Jaguar hopes the Formula E technology will trickle down to production cars like the I-Pace. Tech transfer is a key reason manufacturers go racing, whether it’s a Honda Civic in IMSA’s Michelin Pilot series or Corvette at the 24 Hours of Daytona.
“The challenge in any tech transfer from the racing environment to production is cost,” says Ekerold. “The cost of the battery in our Formula E cars in a production environment is not realistic. Therefore any hardware tech has to be re-engineered to get cost out of it. So most significant learnings they transfer between racing and is concept and know-how on how to achieve something.”
That reengineering is formidable in the case of a Jaguar I-Pace. Where gasoline counterparts can run like trains for hours with quick fill-ups, the I-Pace targets a 25-minute race.
Like other production-car-turned-race-cars, the I-Pace has been modified for the brutal stresses of racing: Interior stripped and replaced with a roll cage. Brakes upgraded. Removable, racing steering wheel. Lightweight, carbon-fiber body panels. Rear wing.
Of biggest concern is thermal management of the battery. Rather than one cooling system as on the production car, the racing I-Pace has been outfitted with separate chill systems for the battery and electric motor.
Driver Sellars says that the team only runs the battery down to 25-30% of capacity in order to preserve its life over a full season. The more expensive Formula E battery, in contrast, is run to the limit every race.
Then there is the issue of racing an SUV.
NASCAR race cars are notoriously heavy at 3,500 pounds, but they are bespoke race cars engineered from the ground up to do nothing but. A 4-cylinder front-wheel-drive Toyota Camry, for example, shares nothing with a V-8 powered rear-wheel drive Camry NASCAR.
Even when lowered 40mm and outfitted with carbon-fiber panels, the I-Pace is a high-riding 4,409-pound stagecoach. Around the tight Brooklyn circuit, it’s a handful for drivers.
“The weight of the car creates issues,” says Team RLL driver Sellars, who crashed in practice. “It’s hard to do a good lap in the confines of the walls.”
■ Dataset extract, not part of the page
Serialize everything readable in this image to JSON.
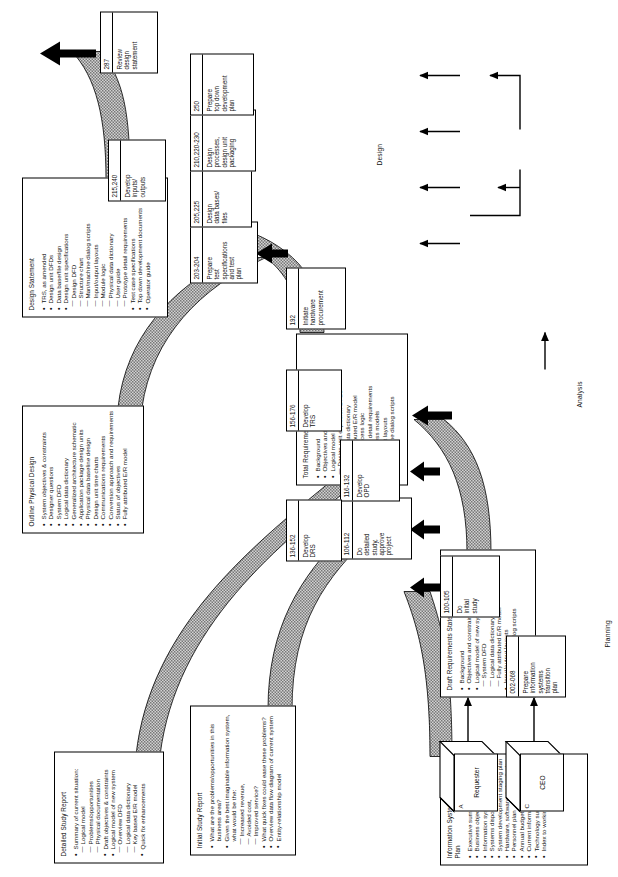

Before 12,000 spectators in Brooklyn, the Formula E and I-Pace racers put on a silent, competitive show. Racing on street tires with top speeds of just 135 mph, the electric cars aren’t nearly as quick as the IndyCars and sport GTs that defy physics around Detroit’s Belle Isle Grand Prix each year.
But IndyCar veteran Rahal loves the spectacle. After all, he’s a Jaguar dealer as well as a race team owner.
He says the race series increases the profile of the I-Pace and brings new people into his showroom. He sells every I-Pace the factory sends him.
“I have no doubt that there are lessons that are coming over the course of the year about the challenges that electrically-powered cars offer,” he says. “You’re driving the car hard in a pretty confined area, so I would to think the Jaguar engineers are getting insight into how the systems are performing and how they can be better.”
Porsche and Mercedes will join the Formula E show next year, while the Jaguar eTrophy series appears destined for a sophomore run. Manufacturer interest has so far come from Europe and China, where governments are mandating EVs. In England, gas-powered company cars are taxed at 30% of value while EVs are tax-exempt.
“Everyone is massively intrigued by it because it is new and exciting,” says Jaguar eTrophy driver Katherine Legge. “It’s the future of automobiles whether buses or cars. I don’t think we’re going to get rid of internal combustion engines, but battery-powered vehicles will be more prominent. It’s cool to be at the forefront.”